While Rwanda’s political, administrative and religious authorities are calling for reconciliation, they are not forcing any victims to offer forgiveness.
Marie G. was born in Mwulire, a village in the Rwamagana district of eastern Rwanda, the oldest of eight children. She was 19 at the time of the 1994 genocide, during which she lost her parents, five brothers and sisters, and both sets of grandparents.
To escape the massacres, she spent more than a month hiding in the bushes with her little brother who was not yet six years old. “He cried a lot,” she says. “The rain quenched our thirst but also made us shiver in the bushes. When night fell, I would come out of hiding and go into the fields to pull sweet potatoes, which we ate raw.”
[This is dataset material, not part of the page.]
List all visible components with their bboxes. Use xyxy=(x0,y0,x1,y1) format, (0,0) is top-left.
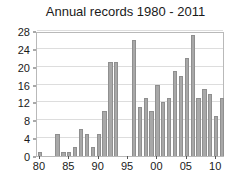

During the day, the killers came killing and she remained frozen, with her brother, in their hiding place. “One day, a group of killers passed within an arm’s length of us. They were boasting about what they had done. They mentioned the members of my family that they had just killed. I had to stifle a cry and I ordered my brother not to make a sound. I cannot forget, and no-one can force me to forgive,” she says, then falls silent for several minutes. For the National Unity and Reconciliation Commission, Marie G.’s feelings are understandable. “If there is no specific request for forgiveness and her property has not been restored to her, then her attitude is understandable,” says Jean- Baptiste Habyarimana, Executive Secretary of the Commission. “Are the people who destroyed her family and looted its property indigent and unable to give it back? Are they people who still think what they did was legitimate?” he asks. Otherwise, he says, “wherever there has been a request for forgiveness and restitution of looted property, there has been a move towards reconciliation”.
Marie G., now divorced with two children, lives in a small house built by the FARG (National Assistance Fund for Needy Survivors of Genocide) in her native village Mwulire.
Her hard life has aged her more than her 39 years. “You would think I was in my fifties,” she says. “That is all because of what they did.”
But she is still a fighter. “I must make a living for them,” she says pointing to her children, one boy and one girl. “After all it is not their fault.”
Her day begins at 5AM. After getting a frugal breakfast for her children, she goes to work in a rice mill where she sweeps the floor. In the evening there are the traditional chores of fetching water and cooking.
She often has to walk the 10 kilometres to work when she runs out of money for public transport.
Attempting a joke, she points to the old pair of trainers she is wearing and recalls a little rhyme from her school days: “Six kilometres on foot, six kilometres on foot, it does your shoes no good!”